Demonstration of CFA in JASP
1. Specify an initial CFA model
- Filter the same ESS8 trimmed data so that there are only one country: Netherlands
- Run CFA analysis using variables below.
Openness factor |
|
impfun |
Important to seek fun and things that give pleasure |
impdiff |
Important to try new and different things in life |
impfree |
Important to make own decisions and be free |
ipadvnt |
Important to seek adventures and have an exciting life |
ipcrtiv |
Important to think new ideas and being creative |
Conservation factor |
|
ipfrule |
Important to do what is told and follow rules |
ipmodst |
Important to be humble and modest, not draw attention |
imptrad |
Important to follow traditions and customs |
ipstrgv |
Important that government is strong and ensures safety |
- Add the diagram (model plot), make sure the model is what you intended.

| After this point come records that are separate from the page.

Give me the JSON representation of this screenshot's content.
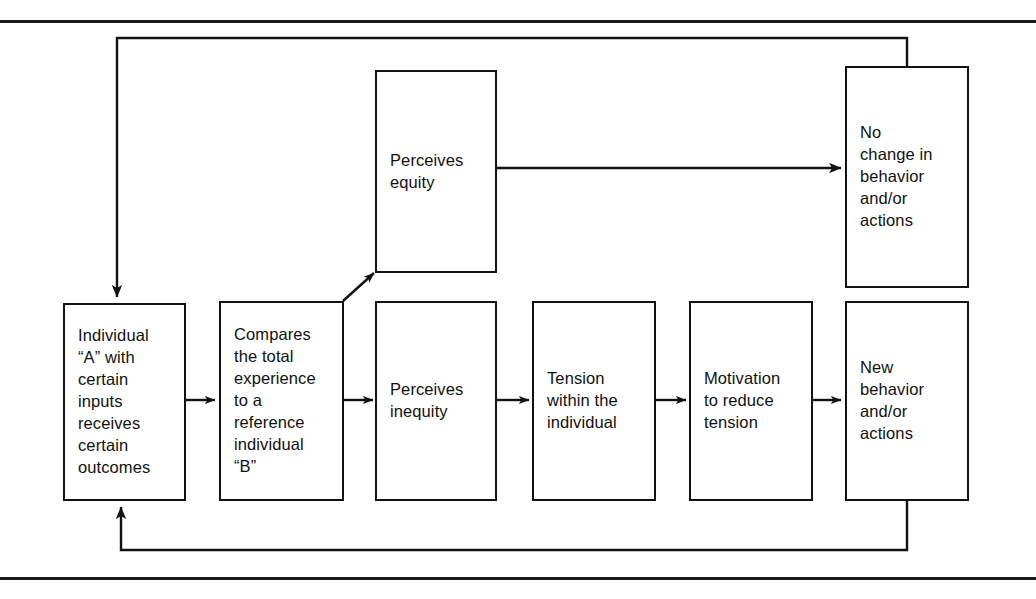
{
  "figure": {
    "line_color": "#121212",
    "background": "#ffffff"
  },
  "rules": {
    "top_rule": "",
    "bottom_rule": ""
  },
  "nodes": [
    {
      "id": "individual-a",
      "text": "Individual\n“A” with\ncertain\ninputs\nreceives\ncertain\noutcomes"
    },
    {
      "id": "compares",
      "text": "Compares\nthe total\nexperience\nto a\nreference\nindividual\n“B”"
    },
    {
      "id": "perceives-equity",
      "text": "Perceives\nequity"
    },
    {
      "id": "perceives-inequity",
      "text": "Perceives\ninequity"
    },
    {
      "id": "tension",
      "text": "Tension\nwithin the\nindividual"
    },
    {
      "id": "motivation",
      "text": "Motivation\nto reduce\ntension"
    },
    {
      "id": "new-behavior",
      "text": "New\nbehavior\nand/or\nactions"
    },
    {
      "id": "no-change",
      "text": "No\nchange in\nbehavior\nand/or\nactions"
    }
  ],
  "connectors": [
    {
      "id": "individual-a-to-compares",
      "label": ""
    },
    {
      "id": "compares-to-perceives-equity",
      "label": ""
    },
    {
      "id": "compares-to-perceives-inequity",
      "label": ""
    },
    {
      "id": "perceives-inequity-to-tension",
      "label": ""
    },
    {
      "id": "tension-to-motivation",
      "label": ""
    },
    {
      "id": "motivation-to-new-behavior",
      "label": ""
    },
    {
      "id": "perceives-equity-to-no-change",
      "label": ""
    },
    {
      "id": "no-change-feedback-to-individual-a",
      "label": ""
    },
    {
      "id": "new-behavior-feedback-to-individual-a",
      "label": ""
    }
  ]
}
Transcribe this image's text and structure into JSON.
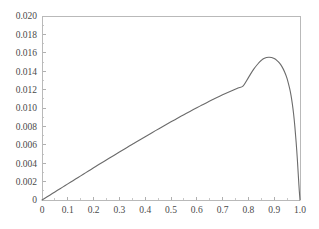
{
  "chart_data": {
    "type": "line",
    "title": "",
    "subtitle": "",
    "xlabel": "",
    "ylabel": "",
    "xlim": [
      0,
      1.0
    ],
    "ylim": [
      0,
      0.02
    ],
    "grid": false,
    "legend": null,
    "annotations": [],
    "x_tick_labels": [
      "0",
      "0.1",
      "0.2",
      "0.3",
      "0.4",
      "0.5",
      "0.6",
      "0.7",
      "0.8",
      "0.9",
      "1.0"
    ],
    "x_tick_values": [
      0,
      0.1,
      0.2,
      0.3,
      0.4,
      0.5,
      0.6,
      0.7,
      0.8,
      0.9,
      1.0
    ],
    "x_minor_ticks_between": 1,
    "y_tick_labels": [
      "0",
      "0.002",
      "0.004",
      "0.006",
      "0.008",
      "0.010",
      "0.012",
      "0.014",
      "0.016",
      "0.018",
      "0.020"
    ],
    "y_tick_values": [
      0,
      0.002,
      0.004,
      0.006,
      0.008,
      0.01,
      0.012,
      0.014,
      0.016,
      0.018,
      0.02
    ],
    "series": [
      {
        "name": "curve",
        "color": "#6b6b6b",
        "x": [
          0.0,
          0.02,
          0.04,
          0.06,
          0.08,
          0.1,
          0.12,
          0.14,
          0.16,
          0.18,
          0.2,
          0.22,
          0.24,
          0.26,
          0.28,
          0.3,
          0.32,
          0.34,
          0.36,
          0.38,
          0.4,
          0.42,
          0.44,
          0.46,
          0.48,
          0.5,
          0.52,
          0.54,
          0.56,
          0.58,
          0.6,
          0.62,
          0.64,
          0.66,
          0.68,
          0.7,
          0.72,
          0.74,
          0.76,
          0.78,
          0.8,
          0.82,
          0.84,
          0.85,
          0.86,
          0.87,
          0.88,
          0.89,
          0.9,
          0.91,
          0.92,
          0.93,
          0.94,
          0.95,
          0.96,
          0.965,
          0.97,
          0.975,
          0.98,
          0.985,
          0.99,
          0.993,
          0.995,
          0.997,
          0.999,
          1.0
        ],
        "y": [
          0.0,
          0.00035,
          0.0007,
          0.00105,
          0.0014,
          0.00175,
          0.0021,
          0.00245,
          0.0028,
          0.00315,
          0.0035,
          0.00385,
          0.00419,
          0.00453,
          0.00487,
          0.00521,
          0.00555,
          0.00589,
          0.00622,
          0.00655,
          0.00688,
          0.00721,
          0.00754,
          0.00786,
          0.00818,
          0.0085,
          0.00881,
          0.00912,
          0.00943,
          0.00973,
          0.01003,
          0.01032,
          0.01061,
          0.01089,
          0.01116,
          0.01143,
          0.01169,
          0.01194,
          0.01218,
          0.01241,
          0.0133,
          0.0142,
          0.0149,
          0.01518,
          0.01538,
          0.01549,
          0.01552,
          0.01548,
          0.01537,
          0.01518,
          0.0149,
          0.0145,
          0.01395,
          0.0132,
          0.0121,
          0.0114,
          0.0105,
          0.0094,
          0.008,
          0.0063,
          0.0043,
          0.0029,
          0.002,
          0.0011,
          0.00035,
          0.0
        ]
      }
    ],
    "peak": {
      "x": 0.88,
      "y": 0.0155
    },
    "colors": {
      "curve": "#6b6b6b",
      "frame": "#b9b9b9",
      "tick": "#b0b0b0",
      "tick_label": "#4a4a4a",
      "background": "#ffffff"
    }
  }
}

- In Model Options - check the way the model is identified. Change it and look how it affected the results. Did the fit measures change?
- Add the Mean Structure and check how it affected the results. HAve the fit measures changed?
2. Identify misfit
- Check the fit statistics - are they ok? Enable Additional Output -> Additional fit measures. Check the CFI, RMSEA, SRMR. Are they all fine?
- Try to detect the source of misspecification, using Modification indices and residuals matrix (or Misfit Plot).
- Name the model something like “Initial CFA”. Copy the results to Word.
3. Modify the model
- Begin another CFA analysis in JASP.
- Specify the changed model structure following the detected misfit. All changes should also make sense theoretically.
- Add the diagram (model plot), make sure the model is what you intended.
- Add the note explaining the change in the model structure. Change the model name so that it makes sense, e.g. “Two-factor model with 1 residual covariance”.
- Compare this model’s fit to the fit of the previous model - has it improved?
- Check the fit statistics - are they ok?
- If yes, move to step 4.
- If not, identify the misfit (back to Step 2). Make sure you don’t add too many parameters to avoid overfitting problem.
4. Examine the parameter estimates
Check if all the coefficients make sense:
- all the factor loadings are significant
- all the factor loadings have an expected sign;
- all the variances and residuals have positive values;
5. Report
- Copy the outputs of all the models to Word,
- Combine the model fit into a single table,
- Remove all the parameter estimates except the ones from the last [final] model,
- Keep the diagram.
- Optional. Write a short description of the steps you undertook.
- Make a conclusion: is this a good measurement model?
Maksim Rudnev, 2019 using RMarkdown.